My Year of Orchids: Free range orchids

The orchids in my garden are about as free range as you can get. Other than providing them with habitat, watering and feeding them, I leave them alone. So many people tell me to trim dead parts off, to keep the leaves clean, to cut off old sheaths. Is this what happens in nature?

Yesterday I had a look at the big pendulous cane of my Dendrobium anosum. All the leaves except for two or three at the top had fallen off. Here and there poking out of the surface were little nubs that will soon become flowers.

Of course these flowers interest me. Especially because they’re supposed to have a nice aroma, something I’ve been looking forward to since I got this baby in July. But more interesting than the up and coming buds was the paper sheath covering them.
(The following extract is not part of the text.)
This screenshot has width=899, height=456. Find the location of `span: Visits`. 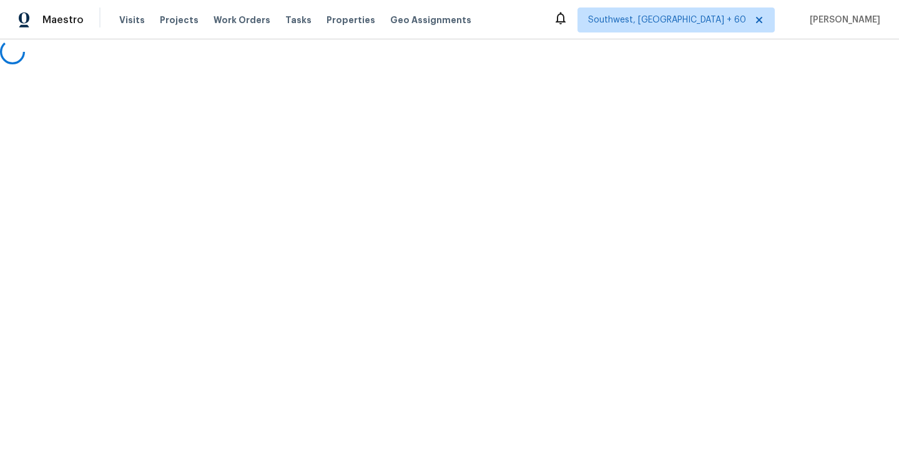

span: Visits is located at coordinates (132, 20).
The sheath seems to be characteristic of Dendrobiums. I have it on all them in my garden, even the rescues that shot up and sang once I added water. This papery layer is so interesting. A close look tells me why. 

As I stared at the surface of the dried up sheath I noticed a whole lot of decorative little dots. They don’t seem to be in any kind of pattern but there are a lot of them. It occurred to me. These are the scars of former lenticels.

I don’t want to get too technical here but lenticels are tiny pores on the surface of photosynthetic parts of the plant. They allow for gas exchange (carbon dioxide in, oxygen and water vapor out) on all the green parts of the plant except the leaves. Leaves have their own pores that do gas exchange. They are called stomata.

But back to the lenticels on the dry sheath of my Dendrobium cane. The cane is a kind of stem, so it makes sense that it would do photosynthesis. Here though th outer epidermis of the stem has loosened and died during growth. It appears to me that this is part of a programmed sequence of events that include elongation and stretching, thickening of the stem, and the development of an alternative outer layer that protects the cane. It means that the “dead” part of this plant, the dried up outer sheath, is part of an intentional, genetically controlled growth process.

The sheath is elegant not just in the way it looks, but in the process it represents. To me, this process and its physical product-the orchid body, are truly a thing of beauty.

Don’t know how to put it any other way. But if you’re gonna understand the orchids in your garden you have to understand all their workings, not just the beautiful flowers they produce.